Sunday, December 7, 2014

Responding to the Voice in the Wilderness (Speaking to the Soul)

(Also posted at EpiscopalCafe.com's Speaking to the Soul for December 7, 2014)

Members of Metropolitan Clergy United in the St. Louis region debrief after participating in protests the morning after the grand juries declined to indict Officer Darren Wilson in the shooting death of Mike Brown.

The Christmas season is fully upon us, coming at us from all directions, and yet many of us practice a kind of resistance—a time of watching, and waiting, a time of settling in that resists the pull of Christmas commerce just a bit, and recognizes that there is something beautiful and complex in waiting and listening. The incessant drum-beat of consumerism is difficult to ignore. We are led to believe that our possessions proclaim who we are, and always seek to acquire more, and often we are urged to acquire these things without really thinking. Yet the story of Advent counters that message, lifting up waiting as not a time of deprivation but as a time of fulfillment and of purposefulness.

And within this context, there is yet another narrative of resistance that is pressing upon the consciousness of many in our country right now. On the streets of Ferguson, and St. Louis, Cleveland, Staten Island, and New York, and hundreds of other cities around the nation and around the globe, there have been other drumbeats as well: the drumbeats of marching feet, and the voices of those who cry out from a wilderness of deep lamentation, a wilderness of anger, of injustice, of mourning. There seems to be a resistance on some corners to acknowledging the legitimacy of that deep pain and suffering, a desire to seal ourselves off from the reality of that pain by judging those who suffer it. There is a wilderness within our own hearts, a hedge of brambles that too often separates us into opposing camps and allows us to justify casting off and discarding each other. Is there any hope, as the shadows lengthen in these days of early nightfall and late sunrise? Can we hear a call to us within our reading from Isaiah that speaks to us today?

Our passage from Isaiah (also referenced in Mark’s gospel for today) speaks to us to respond to a voice of one in the wilderness.  That voice in the wilderness could also have been a voice of lamentation, a voice mourning for the trauma and the struggles that beset the people. In Jeremiah 31:15, we hear what that voice could have been– the voice of Rachel crying out for her children, filled with deep anguish and bitter weeping. When considering the protests that have broken out all across America and across the world in the last few months in particular, can we get to a place where we can consider the anguish and the mourning not just the anger from which that deep sense of suffering springs? Can we also draw hope from that voice?


Our UCC colleagues pose before their banner on October 11.
However, look closer. The voice we hear of in Isaiah chapter 40, and echoed in Mark, is a voice shaped by its sojourn in the trackless wastes of deprivation and suffering, but it is nonetheless a voice of that is refreshed by hope. Its first word to us is “comfort.” It calls to us while we are still mired within our pain, but provides us with a hope of a highway made straight through the desert of that suffering, a hope that sprouts up even in the midst of our pain and helps those marching feet to keep moving, one step after the other. That voice from the wilderness is also brought forth by the hope that we see ourselves anew, and, in seeing ourselves anew, see each other anew.

We hear the sound of lamentation and mourning in the streets of our cities—our modern version of the wilderness, even within the noise and neon glare that surrounds us. We hear the voice of lamentation within our own hearts, as we consider lives lost and other lives changed forever by that loss. Yet God is with us, even here. Especially here. And that voice recalls us to that truth. The story of Advent is a story of waiting- waiting for judgment as well as waiting for a new creation to be set in motion. Can we hear the voice of one who reminds us of what it really should mean when that voice proclaims, “Here is your God!”

Our Advent narrative seeks to remind us of the both the joy and the judgment that will come with the new dawn. After we have lived Advent, we can see that the message of the approaching Christmas is not just to have the wise bring gifts to the Christ child, but to have the strength and the wisdom to open our hearts to Christ’s message of empathy and justice as the necessary foundation to peace. In John’s gospel, Jesus tells us, “Peace I leave with you; my peace I give to you. I do not give to you as the world gives. Do not let your hearts be troubled, and do not let them be afraid.” Peace is Christ’s greatest gift to us, as we should remember in this season of giving. Yet it is up to us to nurture that peace.

As we wait this Advent, are we waiting for Christmas, or are we waiting for Christ? Are we preparing not just for the newborn Jesus, but for the return of Christ who calls us to be purified, to love our neighbors as we love ourselves? Are we waiting for that voice to call out from the wilderness? God is still speaking to us. Let us seek to prepare a way for the Lord into our own hearts, now more than ever.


TASK STATEMENT:
Check each line of the data, and copy those where "Image" appears.

RECORDS TO PROCESS:
###

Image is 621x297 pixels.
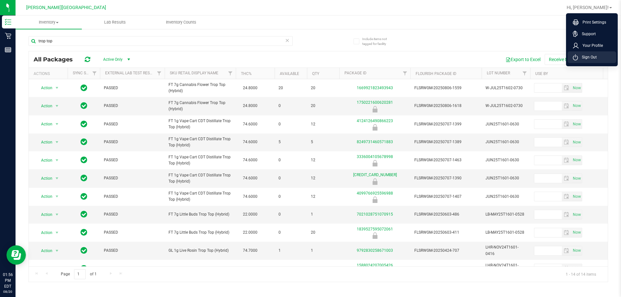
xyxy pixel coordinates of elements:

###

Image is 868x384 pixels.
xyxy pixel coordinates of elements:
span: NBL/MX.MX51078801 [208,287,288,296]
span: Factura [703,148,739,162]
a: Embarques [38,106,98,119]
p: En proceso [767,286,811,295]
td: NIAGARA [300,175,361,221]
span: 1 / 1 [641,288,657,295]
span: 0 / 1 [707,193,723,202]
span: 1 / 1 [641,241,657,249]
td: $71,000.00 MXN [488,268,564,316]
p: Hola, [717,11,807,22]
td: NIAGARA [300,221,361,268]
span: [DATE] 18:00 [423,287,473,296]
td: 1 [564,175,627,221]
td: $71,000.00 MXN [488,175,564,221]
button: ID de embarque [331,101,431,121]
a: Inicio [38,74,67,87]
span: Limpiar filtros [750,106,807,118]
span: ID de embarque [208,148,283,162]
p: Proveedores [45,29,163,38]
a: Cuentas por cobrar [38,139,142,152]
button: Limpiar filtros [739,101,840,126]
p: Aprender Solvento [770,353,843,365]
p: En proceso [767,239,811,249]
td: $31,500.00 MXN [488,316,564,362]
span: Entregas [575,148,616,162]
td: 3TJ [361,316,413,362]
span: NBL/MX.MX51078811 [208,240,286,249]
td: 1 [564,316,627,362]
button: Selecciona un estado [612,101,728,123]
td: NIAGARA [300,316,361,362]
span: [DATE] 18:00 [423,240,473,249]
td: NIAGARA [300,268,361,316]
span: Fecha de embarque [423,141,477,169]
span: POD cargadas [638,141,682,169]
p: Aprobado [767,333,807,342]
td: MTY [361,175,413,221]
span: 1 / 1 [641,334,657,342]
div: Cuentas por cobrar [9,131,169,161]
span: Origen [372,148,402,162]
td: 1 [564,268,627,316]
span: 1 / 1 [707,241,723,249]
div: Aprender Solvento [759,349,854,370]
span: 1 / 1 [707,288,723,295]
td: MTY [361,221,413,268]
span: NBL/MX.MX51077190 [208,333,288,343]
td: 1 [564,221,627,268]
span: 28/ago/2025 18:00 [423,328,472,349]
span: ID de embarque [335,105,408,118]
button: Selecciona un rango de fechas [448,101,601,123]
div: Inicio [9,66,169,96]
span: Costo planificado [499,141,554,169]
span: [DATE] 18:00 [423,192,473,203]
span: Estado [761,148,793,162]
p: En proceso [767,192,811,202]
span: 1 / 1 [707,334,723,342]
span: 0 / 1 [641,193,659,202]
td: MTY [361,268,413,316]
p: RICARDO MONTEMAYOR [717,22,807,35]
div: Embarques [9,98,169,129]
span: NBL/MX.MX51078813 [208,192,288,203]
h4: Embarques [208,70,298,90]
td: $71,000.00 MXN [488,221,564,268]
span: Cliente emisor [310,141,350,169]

###

EXPECTED ANSWER:
Image is 621x297 pixels.
Image is 868x384 pixels.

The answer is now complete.